Sanjha Morcha

These #KargilHeroes Are Indian Army’s Only 2 Serving Param Vir Chakra Awardees!

When a soldier decides to go beyond the call of duty on the battlefield, it is but a split second decision.

Such distinguished acts of valour are recognised by the Param Vir Chakra award of the Indian Army, and Subedar Yogendra Yadav and Naib Subedar Sanjay Kumar are the only serving awardees in the Indian Army.

Yadav was only 19 when he received the award. Serving the nation runs in Yadav’s blood—he is the son of a former soldier and was recruited to The Grenadiers, an infantry regiment of the Indian Army when he was only a 16-year-old.

Kumar was a 23-year old jawan, in the 13 JAK Rifles at the time of the Kargil war.

Both these soldiers displayed exemplary bravery in the face of seemingly insurmountable danger, and this is the story of the events as they unfolded amongst the snow-capped mountains and deep valleys.

It was the summer of 1999. Yadav had come home to Bulandshahr on May 5 for his wedding and returned on May 20 to join his battalion in Drass, where the soldiers were given a mission—capture the Tololing Peak, held by Pakistani intruders.

Subedar Major Yogendra Singh Yadav, who won the Param Vir Chakra for exemplary bravery in Kargil. Image Credit:Indian Defence Education
Subedar Major Yogendra Singh Yadav, who won the Param Vir Chakra for exemplary bravery in Kargil. Image Credit:Indian Defence Education

It was a brutal contest, and in 21 days, the Indian Army lost two officers, two junior commissioned officers and 21 jawans.

Speaking to the Hindustan Times, Yadav says that there was a certain eerie normalcy about death.
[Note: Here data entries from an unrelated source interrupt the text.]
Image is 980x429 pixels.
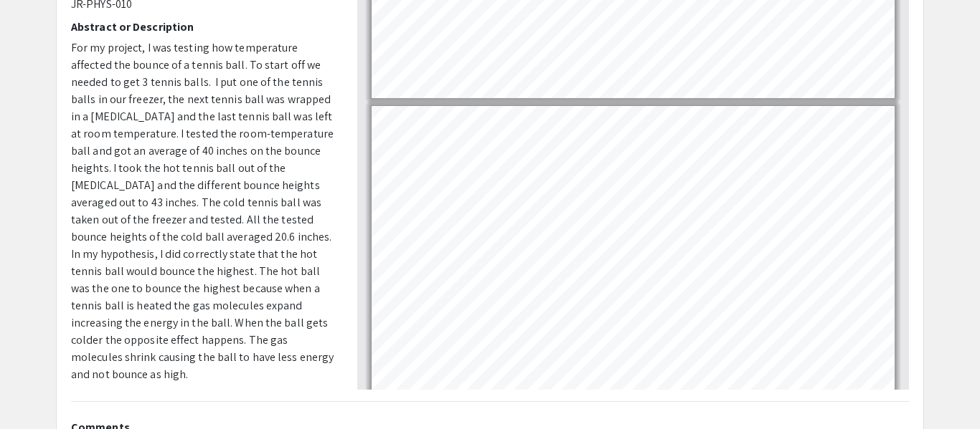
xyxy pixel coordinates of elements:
[71,20,335,34] h2: Abstract or Description
[365,100,901,407] div: Page 2
[71,40,333,382] span: For my project, I was testing how temperature affected the bounce of a tennis ball. To start off ...
[11,365,61,419] iframe: Chat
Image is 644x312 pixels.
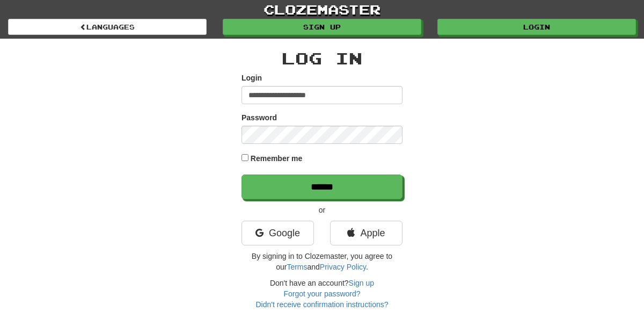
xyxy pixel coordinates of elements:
[287,263,307,271] a: Terms
[283,289,360,298] a: Forgot your password?
[320,263,366,271] a: Privacy Policy
[255,300,388,309] a: Didn't receive confirmation instructions?
[241,49,402,67] h2: Log In
[241,278,402,310] div: Don't have an account?
[223,19,421,35] a: Sign up
[241,205,402,215] p: or
[251,153,303,164] label: Remember me
[8,19,206,35] a: Languages
[241,221,314,246] a: Google
[241,112,277,123] label: Password
[241,251,402,272] p: By signing in to Clozemaster, you agree to our and .
[437,19,636,35] a: Login
[349,279,374,288] a: Sign up
[241,73,262,83] label: Login
[330,221,402,246] a: Apple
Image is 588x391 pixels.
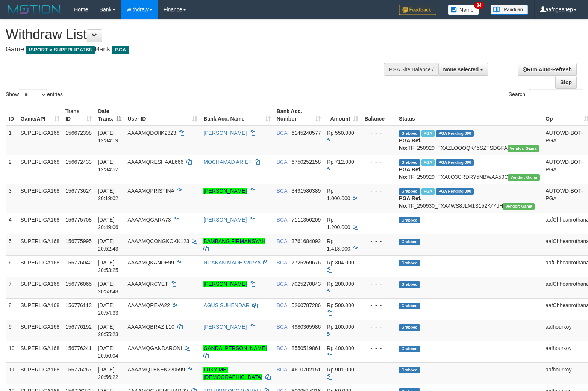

Enlisted with 18 Grenadiers, he was part of the ‘Ghatak’ commando platoon, tasked with attacking Pakistani posts from a steep, unused path. Yadav and his fellow soldiers climbed two nights and a day and reached the Pakistani post at the top of the hilltop.

“We had to use ropes to climb the final stretch. Even though we tried to climb soundlessly, some rocks slipped, and the enemy opened fire on us. Only seven of us made it to the top,” Yadav recounts to HT.

In the ensuing battle, the soldiers killed four Pakistani soldiers, and then holed up in their bunker. After enduring five hours of crossfire, the men decided to conserve their ammunition and wait.

The Pakistani soldiers took them for dead and were in for a shock when they came back to check. Yadav and the other soldiers opened fire and killed all enemy soldiers except one, who returned with reinforcements and attacked Yadav and his team.

Only Yadav survived, careful to play dead even as enemy soldiers kept pumping bullets into dead Indian soldiers, and discussed what they would do next.

While a bullet hit Yadav’s chest, it ricocheted after hitting coins in his wallet. He took that as a sign that he would live and be able to warn his comrades. Yadav, with 18 bullets in his body, and a bone jutting out of his left arm, lobbed a grenade at a departing soldier, who fled thinking the Indians had returned. Yadav took this chance to crawl down a nullah, to warn his platoon. He was later hospitalised and took 16 months to recover.

Naib Subedar Sanjay Kumar, a soldier in the 13th Battalion, Jammu and Kashmir Rifles, volunteered to be the leading scout of the attacking column whose mission was to capture Flat Top of Point 4875 in the Mushkoh Valley on 4 July.

Naib Subedar Sanjay Kumar who won the Param Vir Chakra, for his gallantry during the Kargil War. Photo Source
Naib Subedar Sanjay Kumar who won the Param Vir Chakra, for his gallantry during the Kargil War. Photo Source: Aditya Kalia

Kumar is a Himachali, and is used to climbing mountains. The team scaled the cliff, and was pinned down by machine gun fire, from an enemy bunker around 150 metres away.

Displaying unreal bravery, Kumar crawled up the ledge alone, along a flank and charged toward the enemy, facing a hail of automatic fire.

Without a care for his safety, he engaged the enemy in hand-to-hand combat, and killed three intruders, sustaining severe injuries, which he ignored and charged into the second bunker, shocking the enemy, who beat a hasty retreat.

Despite bleeding profusely, Kumar didn’t want to be evacuated, and that bolstered the courage of his comrades, who wrested the area of Flat Top from the enemy.


You may also like: Sher Shah of Kargil: The Story of Indian Army Legend, Captain Vikram Batra


The Kargil war ended up changing the lives of the two heroes forever. However, despite their immense courage and selflessness in the face of grave danger, they wear their bravery lightly, with Yadav saying that they did what “had to be done.”